My thoughts are... What if the Tor Network distributed encrypted 
fingerprint-to-host databases to browsers/bridges/relays during the bootstrap 
process, with Directory Authorities, that operators did not have access? Such a 
process could be further segmented, so only a fraction of the 
browser/bridge/relay population would have a portion of the fingerprint-to-host 
database at any given time.
While you are correct in surmising that such obfuscation techniques still 
wouldn't prevent organizations, with adequate resources, from eventually 
discovering browser/bridge/relay addresses, over the wire, it might slow their 
blacklisting/censorship efforts and provide browsers/bridges/relays with a 
longer shelf-life.
These thoughts are predicated on the Tor Network satisfying questions of 
security vs usability and opportunity vs cost.
I hope this sheds some light on my previous comment.
Respectfully,

Gary
"It seems to be an inherent obstacle in design attempting to anonymize a 
sub-network within an established known super-network." –Gary C. New
 

    On Monday, December 27, 2021, 7:03:34 AM MST, Dave Warren <d...@thedave.ca> 
wrote:  
 
 On 2021-12-22 23:42, Gary C. New via tor-relays wrote:
> I know it might be a fundamental change to the Tor network, but would it 
> be possible to obfuscate the Tor bridge/relay addresses with their 
> respective fingerprints; similar, to the I2P network?

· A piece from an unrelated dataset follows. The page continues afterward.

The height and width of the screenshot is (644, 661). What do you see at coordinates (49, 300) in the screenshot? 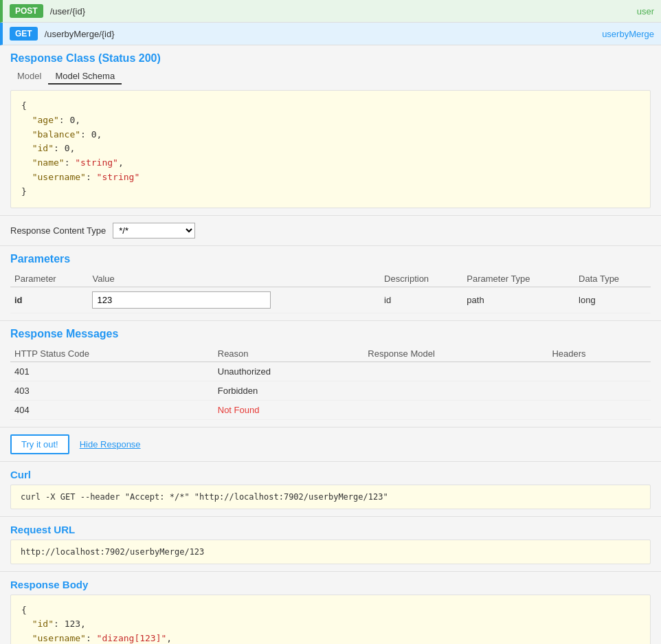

I've often thought 
> that this aspect of the I2P network is one that is implemented well. 
> Perhaps Directory Authorities could preform fingerprint to address 
> resolution? I think it would be extremely beneficial if neither bridge 
> or relay addresses were published in the wild. It would make great 
> strides in further buffering the Tor network from various 
> black-listing/censorship techniques.

I guess I'm not sure how this would work, for me as a user, when I 
launch tor browser? How do I obtain a bridge or an initial relay?

And as a trivially simple example, what stops an organization with 
government level resources from offering $10-$100 (in appropriate 
currency) to any citizen that adds a newly discovered bridge to their list?